GIST opens physical AI research center at MIT

GIST and MIT launched a joint physical AI research center for real-world robotics. The five-year project runs through 2030 with South Korean government funding.

Categorized in: AI News Science and Research
Published on: Jul 15, 2026
GIST opens physical AI research center at MIT

Gwangju Institute of Science and Technology (GIST) and the Massachusetts Institute of Technology (MIT) have launched a joint research center to develop physical AI-technology that lets robots and machines perceive their environment and act in the real world. The Human-Centered Physical AI Interaction Research Center (PAIR-HCI Center), housed within MIT's Computer Science and Artificial Intelligence Laboratory (CSAIL), begins full-scale cooperation this month with funding from South Korea's Ministry of Science and ICT and the National Research Foundation (NRF). The five-year project, running from July 2025 to December 2030, aims to pool the research capabilities of both institutions to create human-centered physical AI interaction technology that people can trust and use.
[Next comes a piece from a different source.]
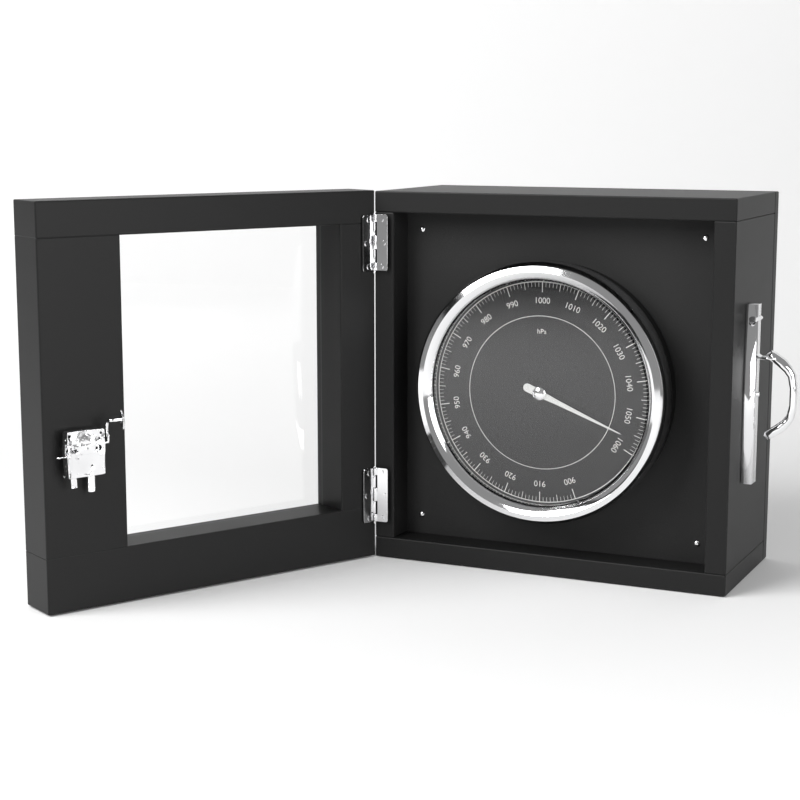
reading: 1056 hPa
The center opened in May and will operate as a collaborative space for regular research meetings, mid- to long-term visiting research, joint experiment design, researcher exchanges, and joint symposia. The project is part of South Korea's overseas excellence research institute cooperation hub initiative, which funds Research collaborations with top global institutions.

Early research exchanges and a joint workshop

In May, a team led by GIST AI Professor Kim Seung-jun spent a month at MIT CSAIL sharing research results and technology trends. The discussions covered software-defined vehicles, autonomous driving, robots, extended reality, and inclusive interfaces, and the teams mapped out directions for follow-up joint research.

From July 6 to 10, the two universities held a joint workshop with MIT researchers who traveled to Korea for the International Conference on Machine Learning (ICML 2026) in Seoul. The workshop reinforced the collaboration and set the stage for the center's multi-year agenda.

Expanding to real-world physical AI applications

The two universities plan to broaden the scope of research to real-world systems, including collaborative robots, autonomous driving cars, humanoids, and mobile extended reality (XR). These application areas reflect the center's focus on physical AI that interacts directly with people and environments, rather than remaining confined to digital simulations.

Why this matters for Science and Research professionals

For scientists and engineers working in robotics, autonomous systems, and human-computer interaction, the center offers a concrete example of how AI for Science & Research is moving from digital models to physical applications. The PAIR-HCI Center's structure-combining long-term visiting research, joint experiments, and regular workshops-provides a model for international research partnerships that can speed the translation of AI advances into trustworthy physical systems. With government-backed funding through 2030, the initiative also signals sustained investment in physical AI, an area where commercial and industrial demand is rising.